A new report, A Dream in Our Name, by Liberation Ventures examines how changing anti-Black narratives and reducing the racial wealth gap are central to the project of reparations.
Social Justice
In Seattle, South Asian activists and lawmakers have spent years laying the ground work for the nation’s first caste-based discrimination ban.
“The revolution is in the classroom.”
The late poet and activist’s legacy lives on decades after her untimely death—in the purposeful lives of her former students.
Before the freeways came in, Bronzeville, on Milwaukee’s North Side, was a vibrant neighborhood known for its restaurants, bars, and jazz scene. The area had been home to successive waves
After the disruption of colonization, numerous tribal efforts aim to reinvigorate traditional foods and the health benefits they provide.
“Imagining the impossible is what people have been doing in the struggle for liberation,” says academic and activist Ruthie Wilson Gilmore in a conversation about her latest book.
Alicia Garza is searching for Black-led solutions to some of the biggest problems of our democracy—solutions that go far beyond a hashtag.
Scholar Rashad Shabazz explains how anti-Black bias is so central to American policing that even Black officers are influenced by it.
NGOs seeking to support frontline movements often stumble. The activist network Beautiful Trouble conducted a detailed study and offer a path forward.
Author Melissa Hope Ditmore suggests that current political attention on human trafficking is performative rather than practical. In her new book, she makes the case for enforcing and expanding labor laws.
Even after leaving a domestic violence situation, survivors are often saddled with mountains of debt incurred by their abusers. Can a new California law offer protections?
Past generations harnessed state power to penalize educators who dared to teach about injustice. Many of today’s anti-anti-racists rehearse the same old rhetoric for similar ends.
Harm reduction was adopted by public institutions to help stem the spread of HIV/AIDS in the 1980s. But it originated in self-advocacy by drug users, sex workers, and trans activists.
The radical right-wing-majority Supreme Court needs to be rebalanced. Here’s how to do it.
Despite the region's anti-Black past (and present), there is rich Black history being preserved amid the Columbia River Gorge and the Wallowa Mountains.
Pregnant people across the country lack safe drinking water—so grassroots organizations are stepping in.
Members of the Black Girl Brown Girl Collective in South Phoenix are building a community of women artists of color surviving in a white male supremacist world.
Whether you’re ready, weary, or wise, you can take your movement engagement to the next level.
As the U.S. gets hit with multiple illnesses, public health messaging is critical. Here’s how to ensure it reaches the communities most impacted.
Rebellions of the enslaved can aptly be classified as insurrections. This much is clear as we debate the Jan. 6, 2021 attack on the Capitol.
“Along with the power of creation, we were given the power to choose.”
Nature has long been a place of healing and joy for Black communities.
Indigenous, Black, and queer farmers are buying land with the aim to restore and nourish nature along with their cultures and communities.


WHAT IS EXPECTED
Only the lines in the entries below from the line with "has width=1357, height=773." to the line with "The width and", both included, belong in the answer, transcribed exactly and without pictures.

INFORMATION GIVEN
····················

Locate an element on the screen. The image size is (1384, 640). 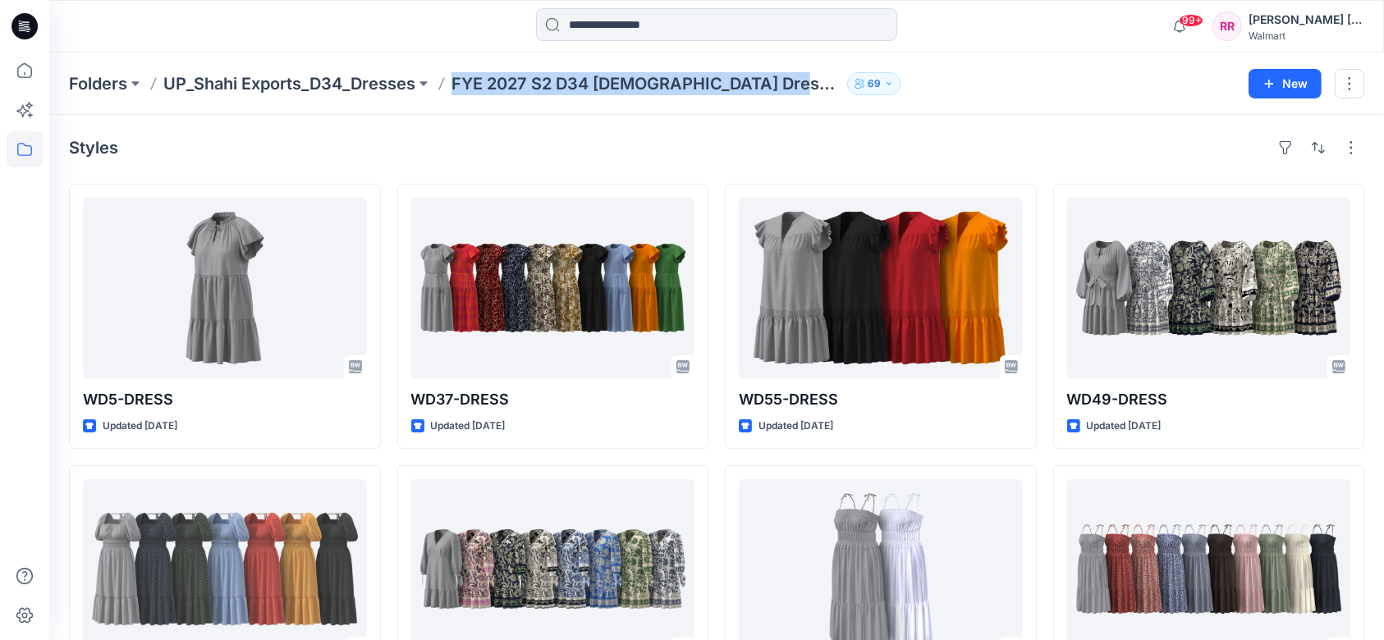
a: UP_Shahi Exports_D34_Dresses is located at coordinates (289, 84).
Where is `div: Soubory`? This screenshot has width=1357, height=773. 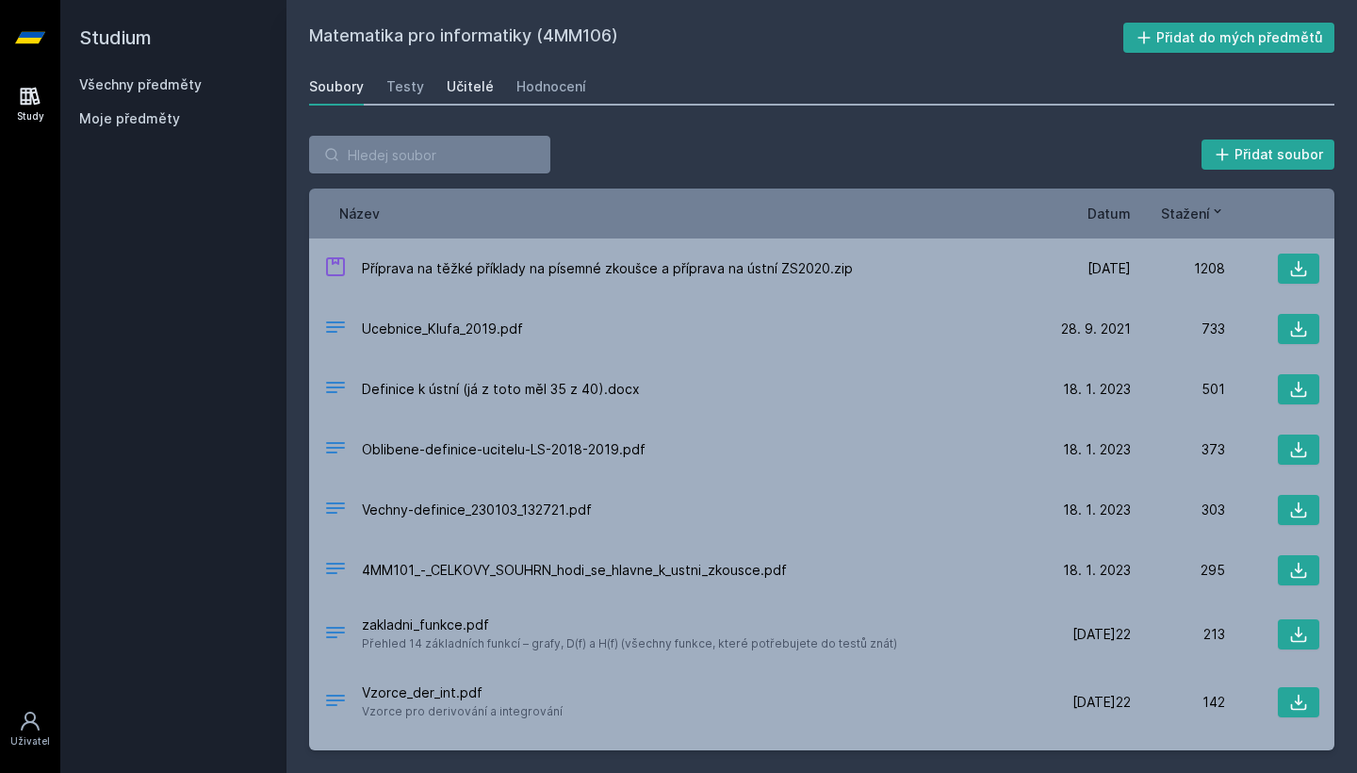
div: Soubory is located at coordinates (336, 87).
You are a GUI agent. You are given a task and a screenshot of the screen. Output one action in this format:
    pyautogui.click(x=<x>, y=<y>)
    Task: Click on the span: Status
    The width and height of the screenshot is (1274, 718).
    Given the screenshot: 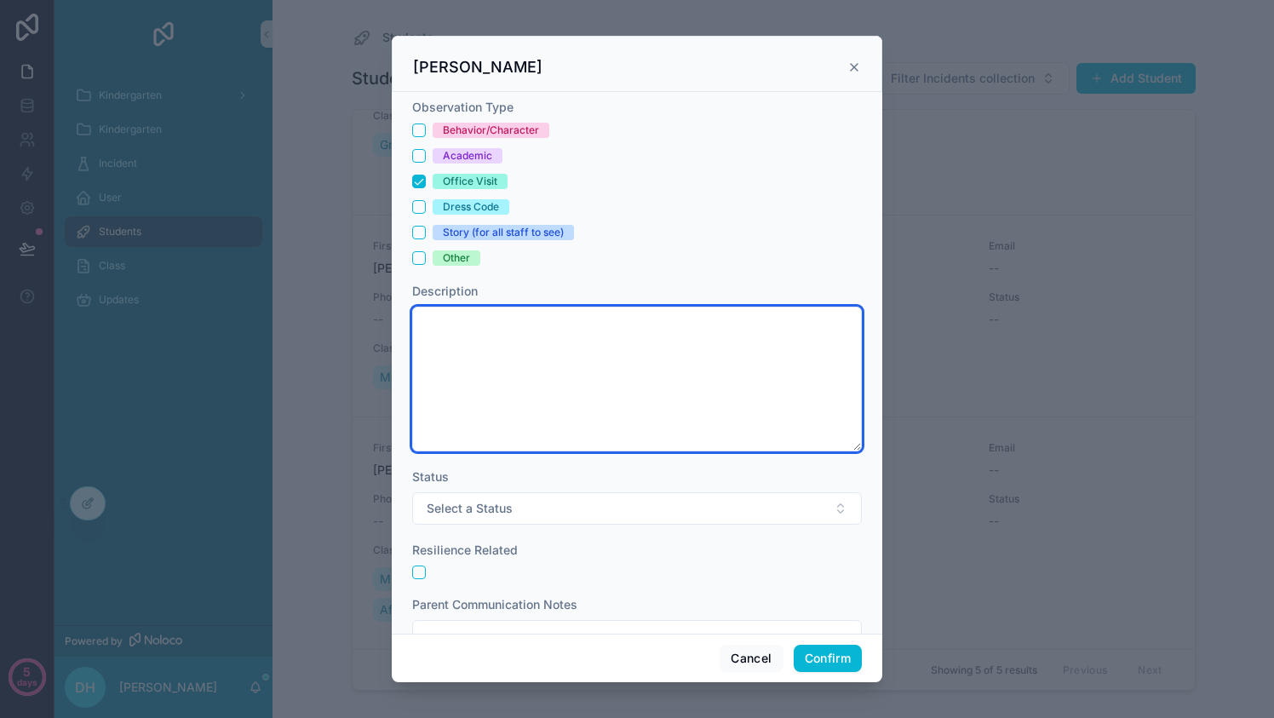 What is the action you would take?
    pyautogui.click(x=430, y=476)
    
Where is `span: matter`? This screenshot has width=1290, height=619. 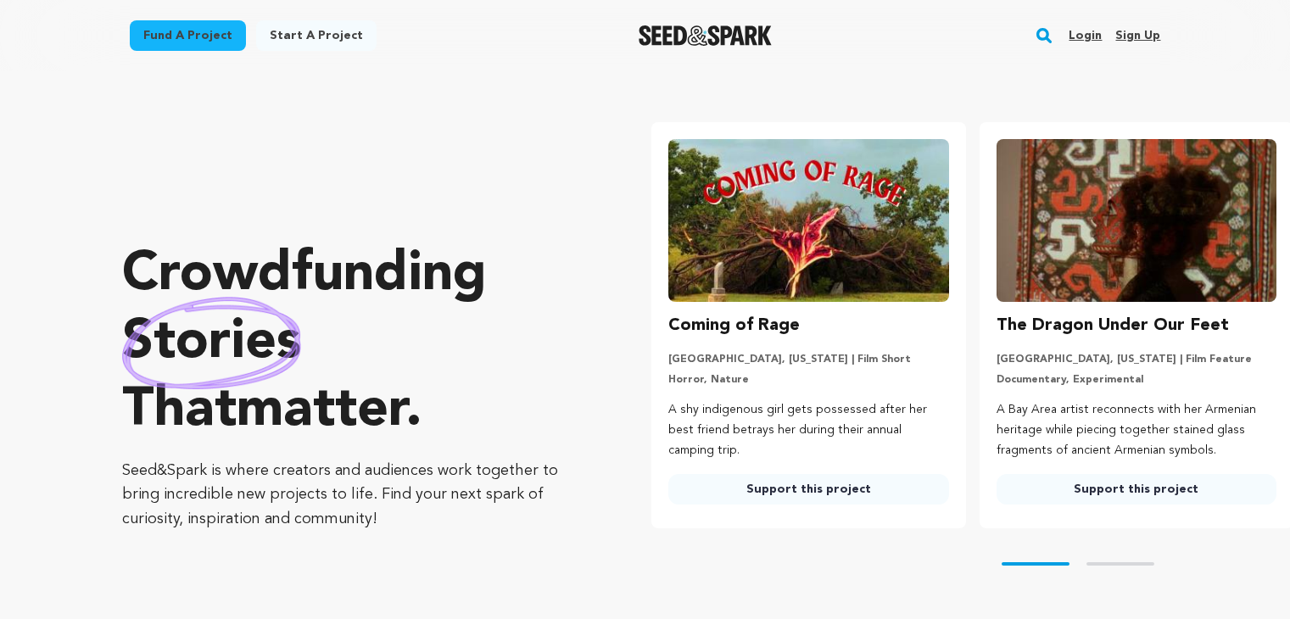 span: matter is located at coordinates (321, 411).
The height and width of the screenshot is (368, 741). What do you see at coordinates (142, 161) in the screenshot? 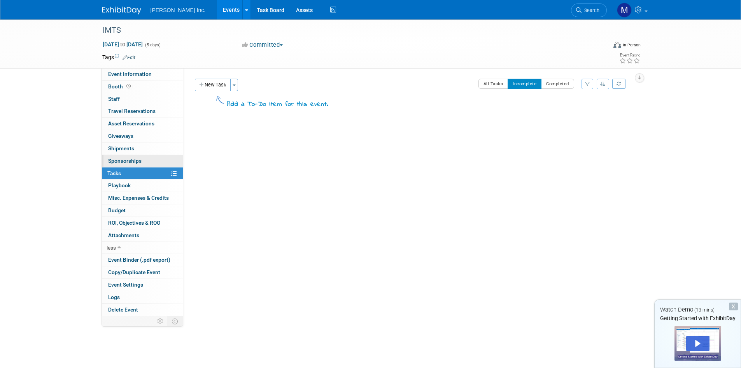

····················

SOLVED EXERCISE
Where is `div: Soubory`? This screenshot has width=1357, height=773. 
div: Soubory is located at coordinates (336, 87).
You are a GUI agent. You are given a task and a screenshot of the screen. Output one action in this format:
    pyautogui.click(x=<x>, y=<y>)
    Task: Click on the span: Status
    The width and height of the screenshot is (1274, 718).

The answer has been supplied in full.